Scale 0–10: higher value = better performance. TES: Thermal Energy Storage. Author’s elaboration based on technical literature. The TES scenario reflects projections of NaCl–KCl systems currently in advanced research stages.

What the radar reveals?

The molten salt thermal storage variant (NaCl–KCl or similar) solves the historical Achilles’ heel of Solar EOR: intermittency, increasing from 4/10 to 8/10 on that axis. This positions it as the only technology capable of aspiring to continuous 24/7 steam supply without depending on backup gas systems.

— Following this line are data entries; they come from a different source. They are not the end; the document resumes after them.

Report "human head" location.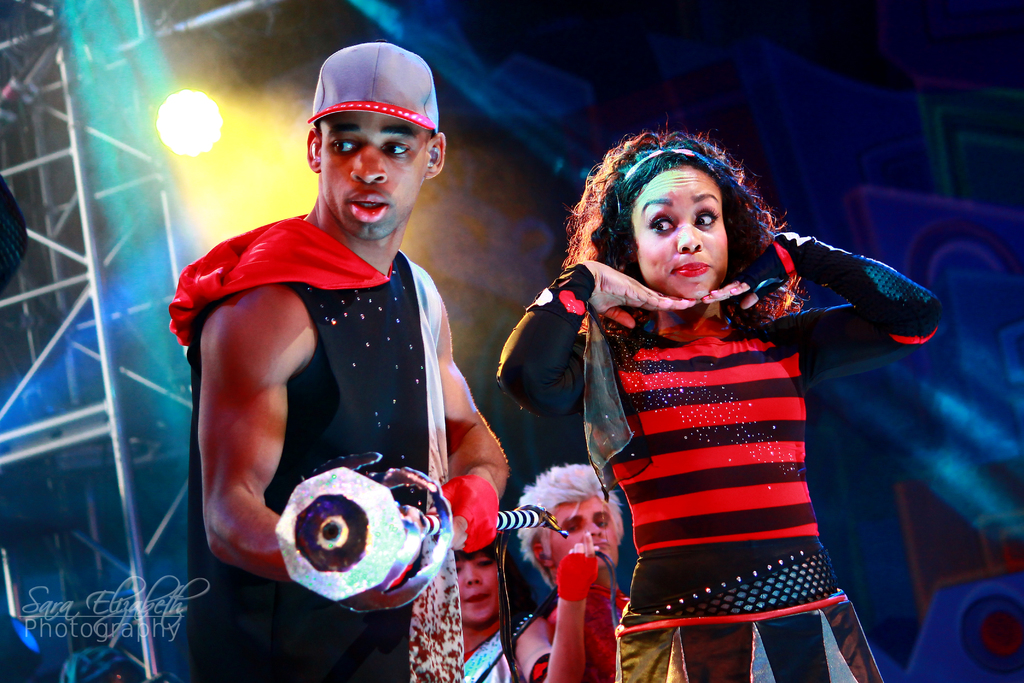
Report: 455 536 504 630.
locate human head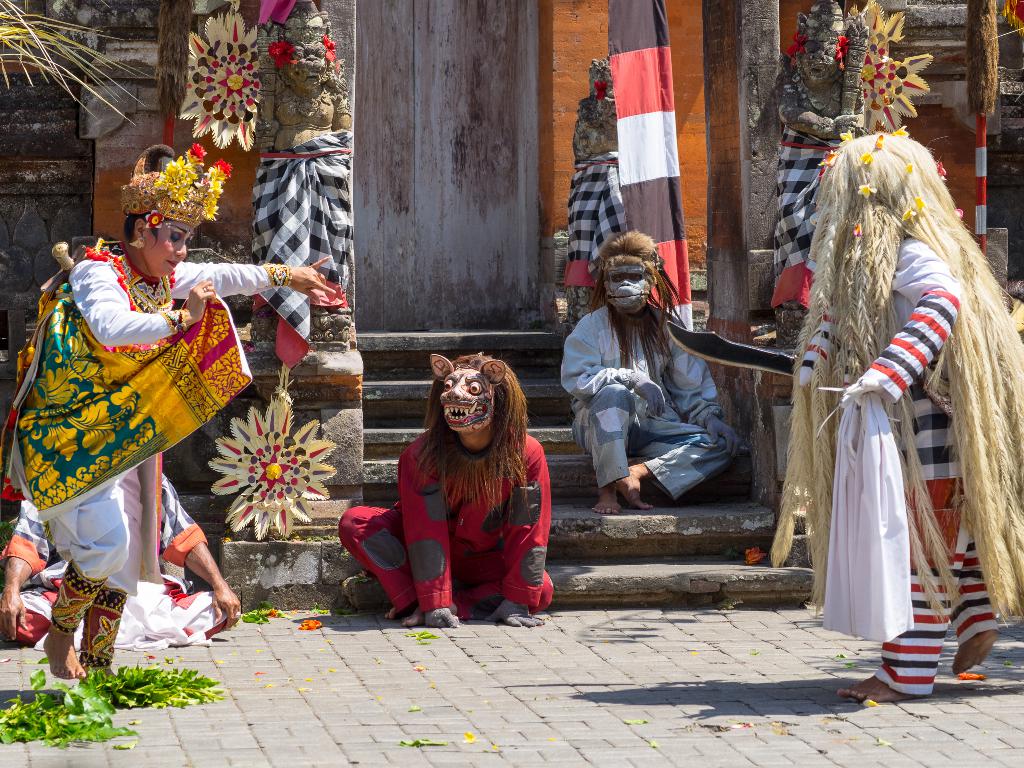
x1=120 y1=172 x2=190 y2=280
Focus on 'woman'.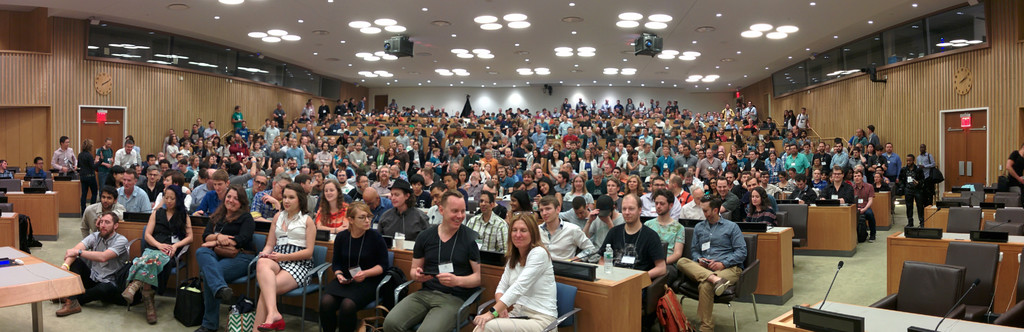
Focused at left=329, top=142, right=348, bottom=170.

The cost of this improvement is predictable: initial CAPEX drops one additional point (from 3 to 2/10) because adding the TES system on top of the solar plant significantly increases initial investment. However, long-term OPEX also decreases one point (from 8 to 7/10) because molten salt systems require specialized maintenance and continuous thermal management.

What does not change is water intensity, which remains the same across all three scenarios. This challenge is intrinsic to the steam generation process regardless of the heat source.

Conclusions

Solar EOR is emerging as one of the most promising technologies for decarbonizing heavy oil thermal recovery by enabling renewable steam generation with lower dependence on natural gas and reduced carbon intensity in upstream operations.

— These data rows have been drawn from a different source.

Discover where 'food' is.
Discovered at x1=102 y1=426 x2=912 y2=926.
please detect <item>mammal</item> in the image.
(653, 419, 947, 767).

The integration of solar thermal systems with hybrid configurations and energy storage solutions represents a strategic pathway to improve energy efficiency, reduce long-term operating costs, and strengthen the sustainability of mature oil fields.

Although technical challenges related to solar intermittency, thermal storage, water management, and initial CAPEX still remain, technological advancements and global pressure to reduce emissions continue to drive Solar EOR adoption as part of the industrial energy transition.

References

  1. International Energy Agency. (2023). World Energy Outlook 2023. IEA. https://www.iea.org/reports/world-energy-outlook-2023
  2. Malaeb, L., Hachem, F., & Khalifeh, M. (2023). Solar thermal enhanced oil recovery technologies and challenges: A review. Journal of Petroleum Science and Engineering, 226, 111744. https://doi.org/10.1016/j.petrol.2023.111744
  3. Petroleum Development Oman. (2020). Miraah solar thermal project for enhanced oil recovery. PDO Technical Publications. https://www.pdo.co.om

Frequently Asked Questions (FAQs)

What Does EOR Consist Of?

Heavy oil constitutes an abundant energy source, but it is more expensive to produce than light oil. The vast majority of heavy oils are not recoverable in their natural state or through conventional production methods.

How to Improve Efficiency in Fields Using Thermal Steam?

The integration of solar energy allows fuel consumption optimization in hybrid systems. During periods of maximum irradiance, conventional boilers reduce operational load, lowering emissions and natural gas costs.
Predictive maintenance of thermal and solar systems also contributes significantly to overall efficiency. Early detection of scaling, corrosion, or optical degradation helps maintain stable energy performance.